One user wrote “Enough already. Reallyyy.. It’s been almost thirty years, and we still talk about the war, death…How about trying to live?” Responding to the Nezavisne novine article Dayton Brought Peace, Not Reconciliation, another user concluded that “One side always thinks it’s the victim, and the others are aggressors, when actually all were victims of wrong politics of predecessors.”  
 
“The very word ‘reconciliation’ has long lost any weight and has different meanings to different people,” explained Halilović. “I believe that a superficial reconciliation – along the lines of ‘forget the past, accept the results of war and all that came after the war’ – can be counterproductive and unsustainable.” 
 
However, generally speaking, there are much fewer comments calling for reconciliation than those denying crimes, calling for new crimes or offending and threatening members of other nationalities.
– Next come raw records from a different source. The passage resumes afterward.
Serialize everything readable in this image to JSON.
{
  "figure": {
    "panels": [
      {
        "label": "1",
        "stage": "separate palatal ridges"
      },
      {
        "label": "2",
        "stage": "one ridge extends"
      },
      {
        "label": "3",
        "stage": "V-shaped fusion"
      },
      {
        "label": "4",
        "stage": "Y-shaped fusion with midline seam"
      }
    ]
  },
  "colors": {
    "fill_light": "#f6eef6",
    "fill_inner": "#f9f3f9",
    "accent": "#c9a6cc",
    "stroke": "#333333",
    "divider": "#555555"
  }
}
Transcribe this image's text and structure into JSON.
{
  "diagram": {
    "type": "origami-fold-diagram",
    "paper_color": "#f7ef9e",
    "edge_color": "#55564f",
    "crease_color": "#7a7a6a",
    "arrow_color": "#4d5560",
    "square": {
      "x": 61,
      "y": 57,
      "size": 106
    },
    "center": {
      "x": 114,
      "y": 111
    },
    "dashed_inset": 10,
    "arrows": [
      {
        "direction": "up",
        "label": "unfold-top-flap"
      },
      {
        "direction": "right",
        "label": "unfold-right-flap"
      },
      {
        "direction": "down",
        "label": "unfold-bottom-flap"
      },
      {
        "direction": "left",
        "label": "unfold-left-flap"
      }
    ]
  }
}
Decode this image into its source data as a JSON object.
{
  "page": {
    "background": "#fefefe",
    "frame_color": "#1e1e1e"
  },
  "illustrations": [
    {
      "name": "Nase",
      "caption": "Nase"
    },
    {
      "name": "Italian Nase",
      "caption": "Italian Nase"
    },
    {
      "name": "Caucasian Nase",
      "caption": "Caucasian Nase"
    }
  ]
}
Such comments bring many negative consequences for the social atmosphere.
 
Halilović clarifies that “all these forms of spreading real hatred in the virtual space or air are ‘a continuation of war by other means’ or celebration of the crimes that served as the foundation for the exclusion or nationalist politics we have in Bosnia and Herzegovina and the region today.”
 
“In addition to such practices offending the victims, banalising and trivialising horrendous crimes committed a quarter of a century ago in this country, allowing the spread of hatred freely and with impunity in the virtual space is a ‘Goebbelsian’ grooming of new generations to commit new bloodshed,” concludes Halilović who focuses on politically motivated violence, social memory, forced migrations and other topics in his research.
 
Psychiatrist Kravić says that “the refusal of perpetrators to admit to their crimes makes it impossible for victims to forgive them and prevents any constructive dialogue in the society and country.”
 
“This is why young people leave this unfavourable environment to search for a brighter future, wanting to apply their positive potential to something creative, not destruction and exhausting hatred and negativity in anticipation of new conflict that is always looming over them. Therefore, the acknowledgement of crimes, forgiveness by the victims and dialogue accompanied by mutual listening and understanding are the precondition for curing war trauma and recovery of society,” he concludes. 
 

[1] (Kaitz, Levy, Ebstein, Farone i Mankuta, 2009 .; Weingarten, 2004 .; Yehuda, Bell, Bierer i Schmeidler, 2008)

[2] (Hoskins, 1998; Kuran, 1998; Sperber, 1994) 

[3] (Halbwachs, 1952/1992; Kraaykamp & Nieuwbeerta, 2000.)